Adding to this momentum, RaptorDB, ServiceNow’s AI-first database designed for next-generation workloads, reported a net new ACV acceleration with five deals exceeding $1 million. McDermott emphasised that this data platform is their “next-generation database for the AI world”.
AI’s utility wasn’t just theoretical. McDermott shared how a US auto manufacturer is using ServiceNow’s AI agents to reconfigure supply chain rules in real-time, helping avoid up to $10,000 in cost increases per vehicle due to tariffs.
In product innovation, the company launched several agentic AI solutions, including AI Agent Studio and AI Agent Orchestrator, enabling customers to build and deploy specialised AI agents across domains such as CRM, HR, and IT.

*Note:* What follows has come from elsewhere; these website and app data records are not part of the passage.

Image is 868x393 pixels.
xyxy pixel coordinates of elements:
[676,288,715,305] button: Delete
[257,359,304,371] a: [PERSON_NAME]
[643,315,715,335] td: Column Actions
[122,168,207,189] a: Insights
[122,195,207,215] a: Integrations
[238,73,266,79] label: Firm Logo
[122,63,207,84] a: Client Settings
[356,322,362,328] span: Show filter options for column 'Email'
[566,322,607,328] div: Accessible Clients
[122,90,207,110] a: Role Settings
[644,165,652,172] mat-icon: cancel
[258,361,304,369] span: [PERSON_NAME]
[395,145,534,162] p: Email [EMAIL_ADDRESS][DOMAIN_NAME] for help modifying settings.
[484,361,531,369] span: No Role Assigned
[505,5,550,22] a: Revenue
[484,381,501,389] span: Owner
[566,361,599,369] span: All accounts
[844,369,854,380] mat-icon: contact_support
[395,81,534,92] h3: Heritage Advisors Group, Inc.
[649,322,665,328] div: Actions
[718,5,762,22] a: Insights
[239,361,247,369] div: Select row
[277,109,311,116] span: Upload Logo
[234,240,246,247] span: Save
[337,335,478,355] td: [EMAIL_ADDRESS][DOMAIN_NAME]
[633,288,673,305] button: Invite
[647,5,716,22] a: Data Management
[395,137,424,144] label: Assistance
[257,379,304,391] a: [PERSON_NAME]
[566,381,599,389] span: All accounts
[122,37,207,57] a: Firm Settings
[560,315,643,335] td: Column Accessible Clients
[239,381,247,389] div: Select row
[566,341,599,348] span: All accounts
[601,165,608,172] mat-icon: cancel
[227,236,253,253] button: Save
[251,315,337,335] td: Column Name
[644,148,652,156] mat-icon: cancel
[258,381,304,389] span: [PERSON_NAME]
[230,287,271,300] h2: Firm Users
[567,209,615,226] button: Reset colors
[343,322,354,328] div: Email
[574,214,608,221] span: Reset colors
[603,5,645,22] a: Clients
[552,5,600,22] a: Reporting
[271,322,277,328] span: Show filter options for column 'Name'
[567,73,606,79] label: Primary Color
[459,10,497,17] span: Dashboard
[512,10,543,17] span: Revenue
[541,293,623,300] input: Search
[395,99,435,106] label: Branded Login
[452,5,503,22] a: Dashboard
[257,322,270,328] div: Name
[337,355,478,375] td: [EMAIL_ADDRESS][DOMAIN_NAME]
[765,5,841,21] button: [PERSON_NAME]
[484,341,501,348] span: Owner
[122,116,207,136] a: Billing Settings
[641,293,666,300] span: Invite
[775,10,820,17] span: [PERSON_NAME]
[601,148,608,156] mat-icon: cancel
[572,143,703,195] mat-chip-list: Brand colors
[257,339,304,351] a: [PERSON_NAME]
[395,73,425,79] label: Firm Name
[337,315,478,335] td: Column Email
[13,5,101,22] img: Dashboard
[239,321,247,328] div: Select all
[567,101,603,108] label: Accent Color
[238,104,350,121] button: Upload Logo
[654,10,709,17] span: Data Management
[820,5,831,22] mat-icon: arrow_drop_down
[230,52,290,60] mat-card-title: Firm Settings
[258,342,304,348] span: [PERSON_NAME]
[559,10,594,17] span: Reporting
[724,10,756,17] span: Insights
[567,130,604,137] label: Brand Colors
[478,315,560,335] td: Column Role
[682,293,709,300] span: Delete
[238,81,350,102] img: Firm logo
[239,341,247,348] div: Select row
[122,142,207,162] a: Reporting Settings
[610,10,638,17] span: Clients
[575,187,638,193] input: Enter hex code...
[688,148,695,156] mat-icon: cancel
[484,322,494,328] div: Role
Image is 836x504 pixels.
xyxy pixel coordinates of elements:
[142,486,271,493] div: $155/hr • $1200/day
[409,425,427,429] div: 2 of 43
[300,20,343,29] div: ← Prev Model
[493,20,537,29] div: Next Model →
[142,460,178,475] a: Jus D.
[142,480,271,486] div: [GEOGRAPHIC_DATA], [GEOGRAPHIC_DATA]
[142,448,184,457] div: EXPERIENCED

The Yokohama platform update further expanded these capabilities with improved workflow and performance tools. New telecom-specific AI agents, powered by NVIDIA AI, are also being introduced to improve customer service and network operations.
The India Factor
In a previous interaction with AIM, Paul Smith, president of global customer and field operations at ServiceNow, stated that the rise of agentic AI is generating not just curiosity or anticipation, but real and measurable impact across organisations.
Smith took BT, the telecom giant partially owned by Airtel, as an example, and explained that by leveraging ServiceNow’s Now Assist platform, the company has managed to resolve customer service calls 55% faster.
Internally, ServiceNow has fully embraced AI. The company currently runs over 200 agentic use cases in production, generating $325 million in annual savings.
In India, ServiceNow has significantly expanded its presence. “One in five of all ServiceNow employees is based in India. And 85% of the resources that we have in ServiceNow India are in R&D and engineering roles—especially core engineering,” Smith said.
He went on to highlight that a significant number of these engineers are working on cutting-edge research around AI, underlining India’s role in building the future of enterprise automation.
In earlier conversations, Sumeet Mathur, who leads the India business for ServiceNow, reinforced this trajectory. Mathur said that there is an enormous appetite among Indian firms to partner with ServiceNow, not just because of the tech, but because of the one platform, one architecture, and one data model.